ON THE THREE-ACT STRUCTURE
“The three-act structure is the form that I grew up in the theater with. You generally present a situation in Act I, and by the end of Act I the situation has evolved to a point where something is threatening the situation. In Act II you solve that problem producing a more intense problem by the end of Act II. In Act III you solve that problem, either happily or unhappily, depending on whether you have a comedy or a tragedy or a drama: you work out the final solution accordingly.”
ON EDITING
“If it should occur to you to cut, do so. That’s the first basic rule of cutting. If you’re reading through and stop, something is wrong. Cut it. If something bothers you, then it’s bad. Cut it. If you can cut inside the speech, you’re really cutting most effectively.

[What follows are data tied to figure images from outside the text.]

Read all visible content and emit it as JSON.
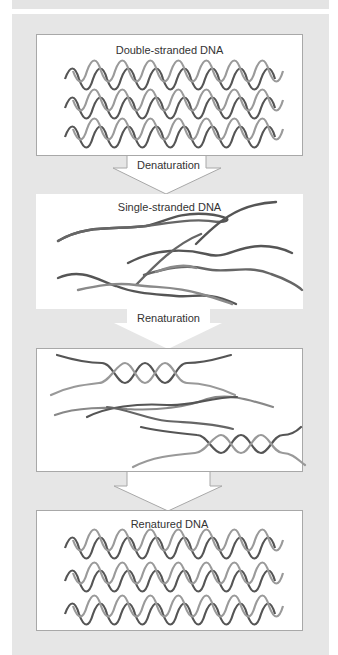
{
  "figure": {
    "colors": {
      "panel_background": "#e6e6e6",
      "box_background": "#ffffff",
      "box_border": "#a8a8a8",
      "strand_dark": "#555555",
      "strand_light": "#9a9a9a",
      "text": "#333333"
    },
    "stages": [
      {
        "label": "Double-stranded DNA",
        "illustration": "three-double-helices"
      },
      {
        "label": "Single-stranded DNA",
        "illustration": "separated-single-strands"
      },
      {
        "label": "",
        "illustration": "partially-reannealed-strands"
      },
      {
        "label": "Renatured DNA",
        "illustration": "three-double-helices"
      }
    ],
    "transitions": [
      {
        "label": "Denaturation"
      },
      {
        "label": "Renaturation"
      },
      {
        "label": ""
      }
    ]
  }
}
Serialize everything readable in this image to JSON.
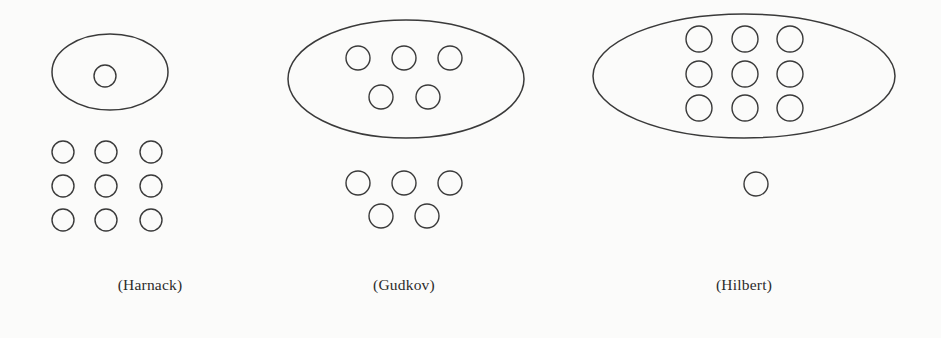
{
  "figure": {
    "background_color": "#fbfbfa",
    "stroke_color": "#3a3a3a",
    "caption_color": "#2b2b2b",
    "width": 941,
    "height": 338
  },
  "groups": [
    {
      "id": "harnack",
      "caption": "(Harnack)",
      "caption_x": 150,
      "caption_y": 290,
      "outer_oval": {
        "cx": 110,
        "cy": 72,
        "rx": 58,
        "ry": 38
      },
      "inner_ovals": [
        {
          "cx": 105,
          "cy": 76,
          "r": 11
        }
      ],
      "free_ovals": [
        {
          "cx": 63,
          "cy": 152,
          "r": 11
        },
        {
          "cx": 106,
          "cy": 152,
          "r": 11
        },
        {
          "cx": 151,
          "cy": 152,
          "r": 11
        },
        {
          "cx": 63,
          "cy": 186,
          "r": 11
        },
        {
          "cx": 106,
          "cy": 186,
          "r": 11
        },
        {
          "cx": 151,
          "cy": 186,
          "r": 11
        },
        {
          "cx": 63,
          "cy": 220,
          "r": 11
        },
        {
          "cx": 106,
          "cy": 220,
          "r": 11
        },
        {
          "cx": 151,
          "cy": 220,
          "r": 11
        }
      ]
    },
    {
      "id": "gudkov",
      "caption": "(Gudkov)",
      "caption_x": 404,
      "caption_y": 290,
      "outer_oval": {
        "cx": 406,
        "cy": 79,
        "rx": 118,
        "ry": 59
      },
      "inner_ovals": [
        {
          "cx": 358,
          "cy": 58,
          "r": 12
        },
        {
          "cx": 404,
          "cy": 58,
          "r": 12
        },
        {
          "cx": 450,
          "cy": 58,
          "r": 12
        },
        {
          "cx": 381,
          "cy": 97,
          "r": 12
        },
        {
          "cx": 428,
          "cy": 97,
          "r": 12
        }
      ],
      "free_ovals": [
        {
          "cx": 358,
          "cy": 183,
          "r": 12
        },
        {
          "cx": 404,
          "cy": 183,
          "r": 12
        },
        {
          "cx": 450,
          "cy": 183,
          "r": 12
        },
        {
          "cx": 381,
          "cy": 216,
          "r": 12
        },
        {
          "cx": 427,
          "cy": 216,
          "r": 12
        }
      ]
    },
    {
      "id": "hilbert",
      "caption": "(Hilbert)",
      "caption_x": 744,
      "caption_y": 290,
      "outer_oval": {
        "cx": 744,
        "cy": 76,
        "rx": 151,
        "ry": 62
      },
      "inner_ovals": [
        {
          "cx": 699,
          "cy": 39,
          "r": 13
        },
        {
          "cx": 745,
          "cy": 39,
          "r": 13
        },
        {
          "cx": 790,
          "cy": 39,
          "r": 13
        },
        {
          "cx": 699,
          "cy": 74,
          "r": 13
        },
        {
          "cx": 745,
          "cy": 74,
          "r": 13
        },
        {
          "cx": 790,
          "cy": 74,
          "r": 13
        },
        {
          "cx": 699,
          "cy": 108,
          "r": 13
        },
        {
          "cx": 745,
          "cy": 108,
          "r": 13
        },
        {
          "cx": 790,
          "cy": 108,
          "r": 13
        }
      ],
      "free_ovals": [
        {
          "cx": 756,
          "cy": 184,
          "r": 12
        }
      ]
    }
  ]
}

“It’s purifying, it’s refining. Making it precise. Precision is one of the basic elements of poetry. My own rules are very simple. First, cut out all the wisdom; then cut out all the adjectives. I’ve cut some of my favorite stuff. I have no compassion when it comes to cutting. No pity, no sympathy. Some of my dearest and most beloved bits of writing have gone with a very quick slash, slash, slash. Because something was heavy there. Cutting leads to economy, precision, and to a vastly improved script.”
ON THE WRITING METHOD
“I always write a prose treatment. I write about half the story in prose to keep order among all the elements of the plot so I don’t get stuck when I do the screenplay.”
ON DIALOGUE
“My dialogue is precise. And it’s true. I think out the truth of what the people are saying and why they’re saying it. Dialogue comes because I know what I want my characters to say. I envision the scene; I can imagine them up there on the screen; I try to imagine what they would be saying and how they would be saying it. and I keep it in character. And the dialogue comes out of that.”
ON THE THEME
“The best thing that can happen is for the theme to be nice and clear from the beginning. Doesn’t always happen. You think you have a theme and you then start telling the story. Pretty soon the characters take over and the story takes over and you realize your theme isn’t being executed by the story, so you start changing the theme.”
ON NAMES
“Names are fun. In Hospital I used a lot of mystery writers. Had a nurse named Christie. A doctor is named Chandler. Sometimes I go to baseball box scores and pick out names. Sometimes I keep characters from one project to another — Arthur Landau, a lawyer, runs through a variety of things.”